What seems to animate many of the fairy tales is a heady freedom from the constraints of realism.
Susan de Sola Rodstein
Visual Arts/Book Review: “Drawing in Silver and Gold” — the Miracle of Metalpoint
What seems to be a constant is a feeling that it is miraculous that these works have come into being, and that they are unlike any other kind of drawing.
Fuse Book Review: The Decision Not to Have Kids — Examined and Defended
This anthology is thought-provoking and often moving; a spearhead into a relatively undiscussed new demographic.

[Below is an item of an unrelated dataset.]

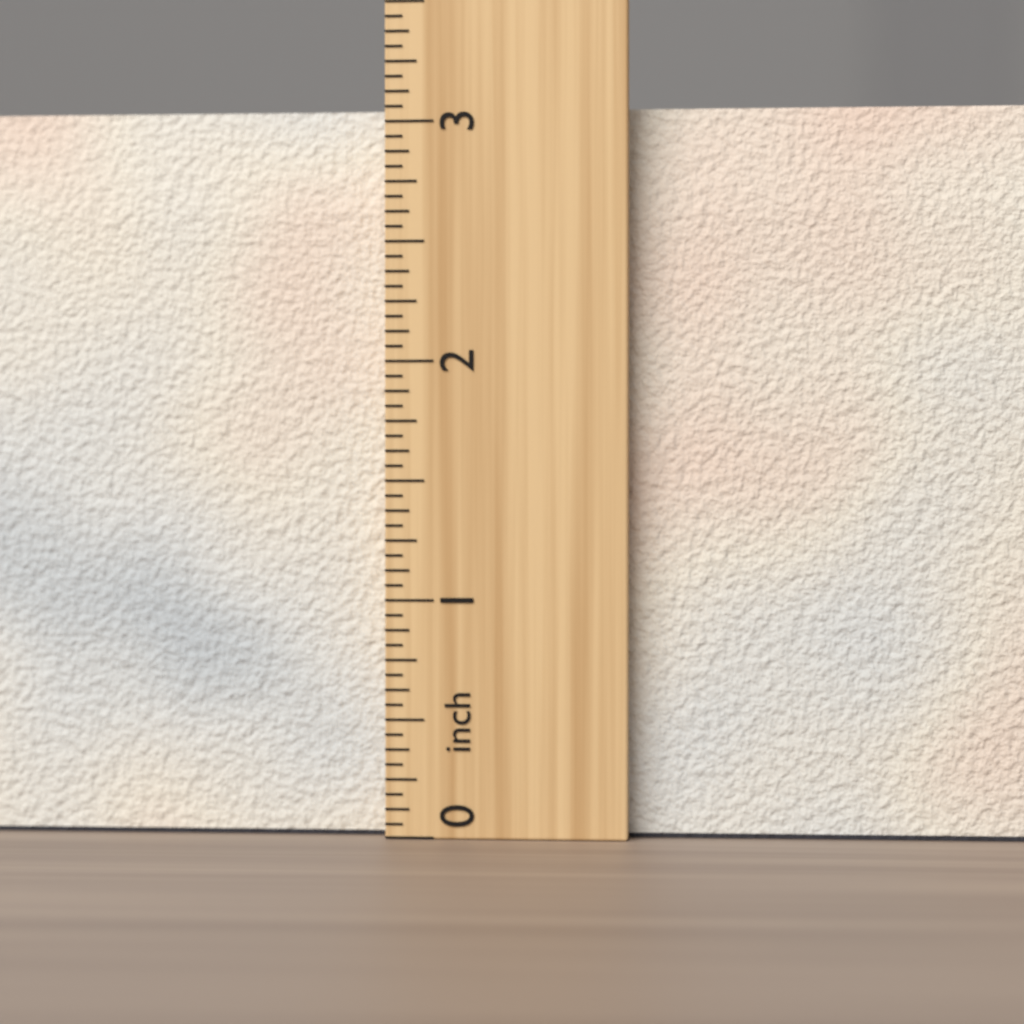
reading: 3.0625 inch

Book Review: “Landscapes of the Metropolis of Death” — A New Language for Living with Auschwitz
Otto Dov Kulka’s exploration of the time he spent in Auschwitz as a child won the 2014 Jewish Quarterly-Wingate prize, one of the judges calling it “the greatest book on Auschwitz since Primo Levi.”

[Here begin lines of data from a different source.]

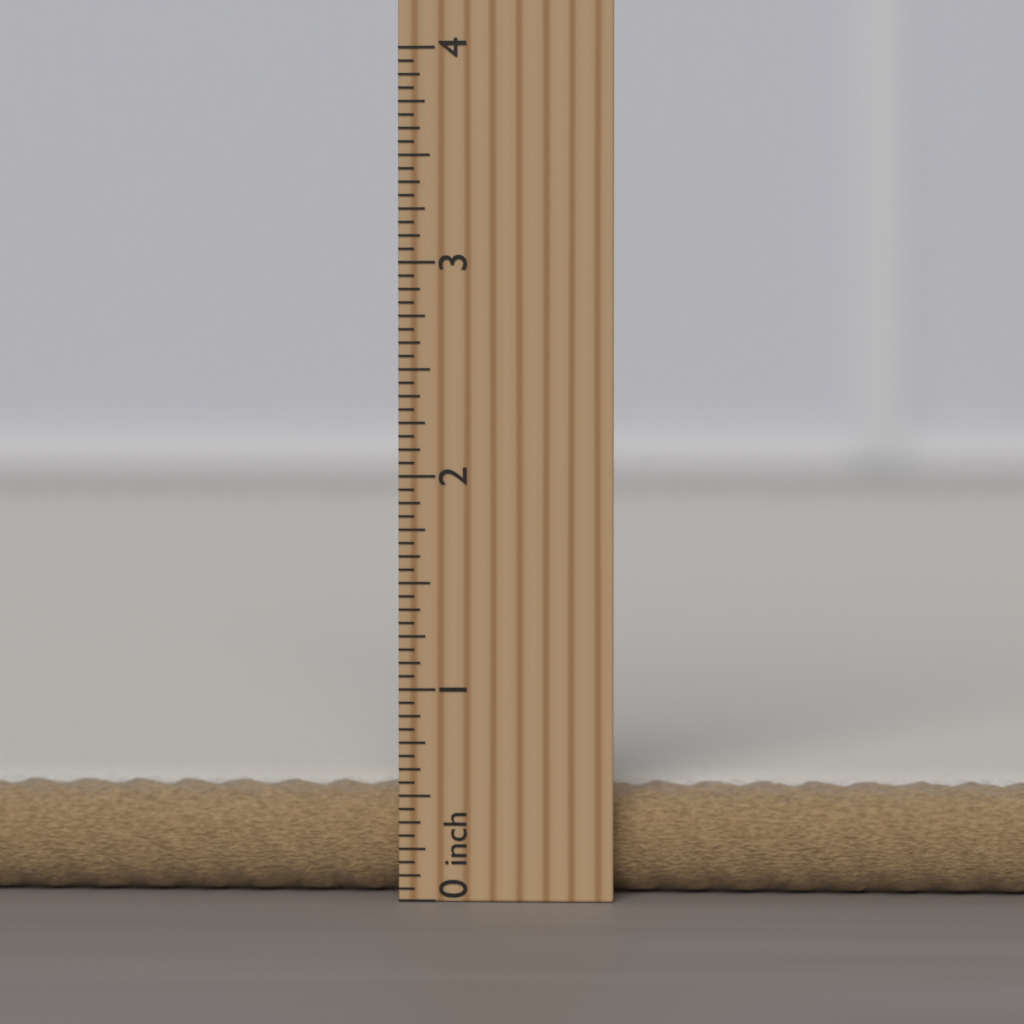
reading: 0.5000 inch
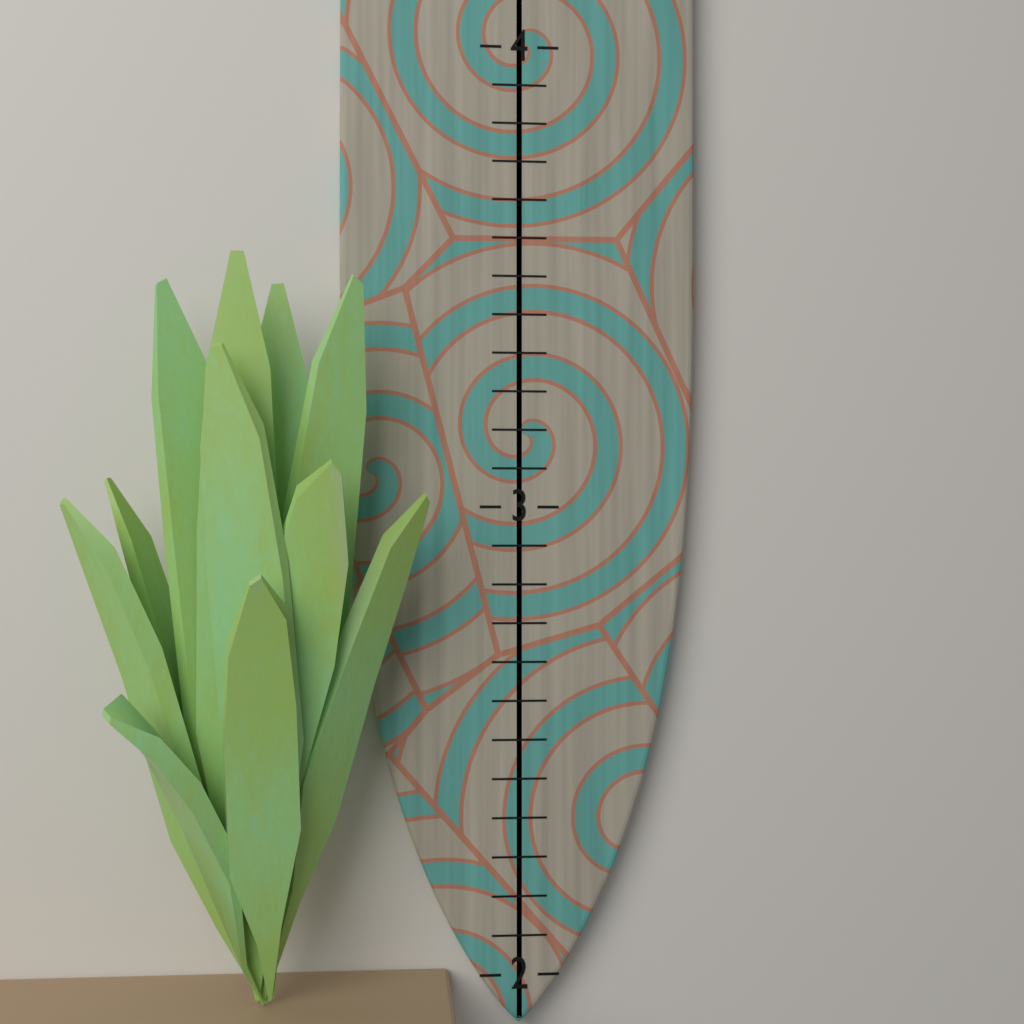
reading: 3.500000 (no unit)
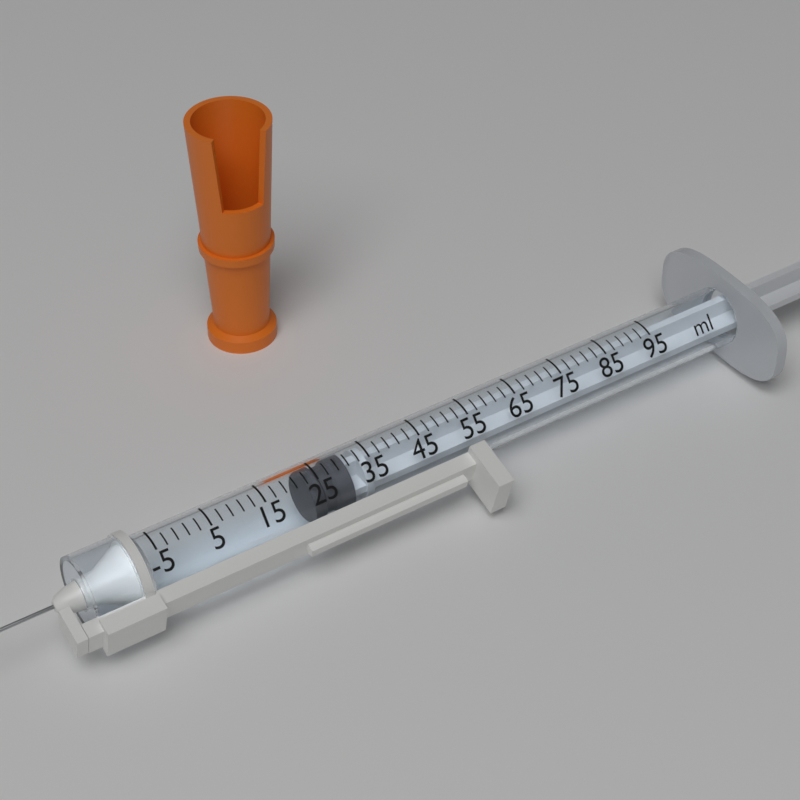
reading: 23 ml
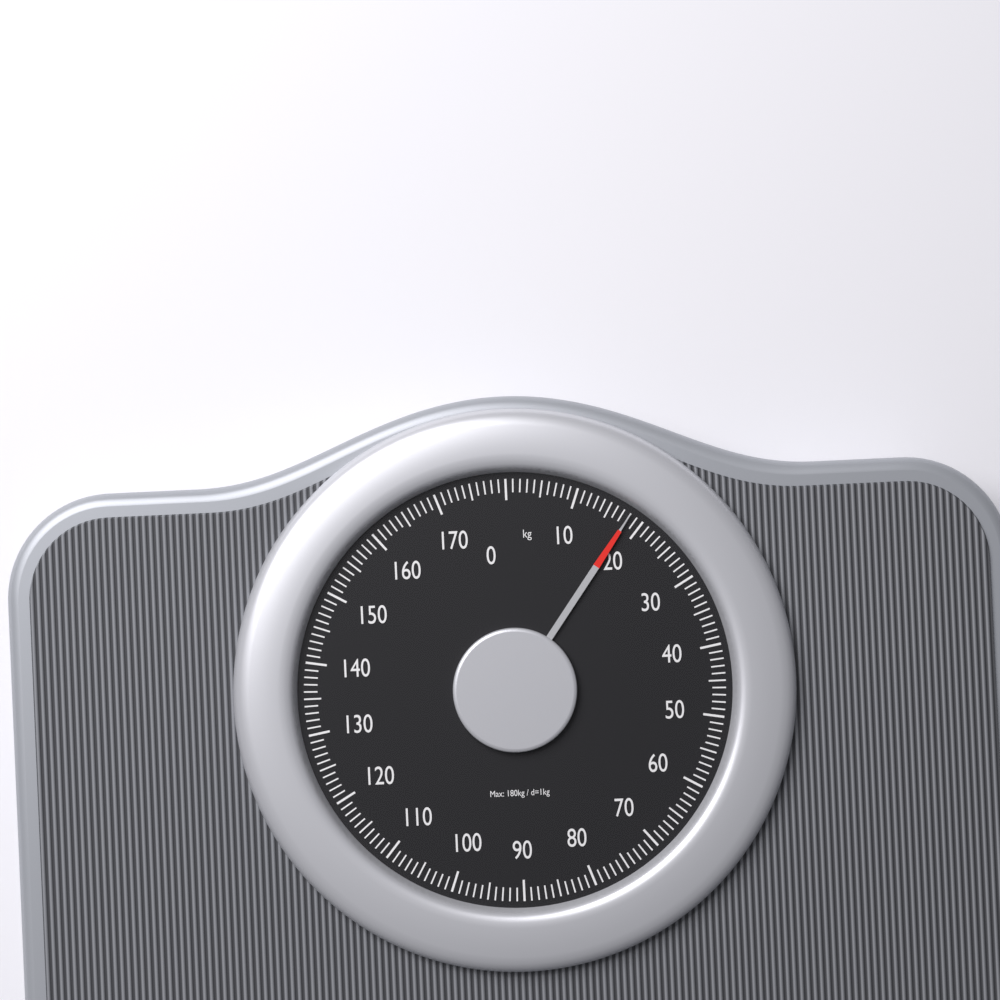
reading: 18 kg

Book Review: “The Virtues of Poetry” — Fascinating But Frustrating
James Longenbach’s ear for the nuances of diction, tone, stress, and the material aspects of poetry is so good, and his grasp of context and biography so assured, one wonders why the essays so often tie themselves into semantic and logical knots.
Book Review: Poet/Essayist Richard J. Fein — Yiddish as Mother Tongue and Lost Lover
“The Beginning-End of Yiddish,” is poet/essayist Richard Fein’s core subject: his love for a language largely eviscerated in his lifetime.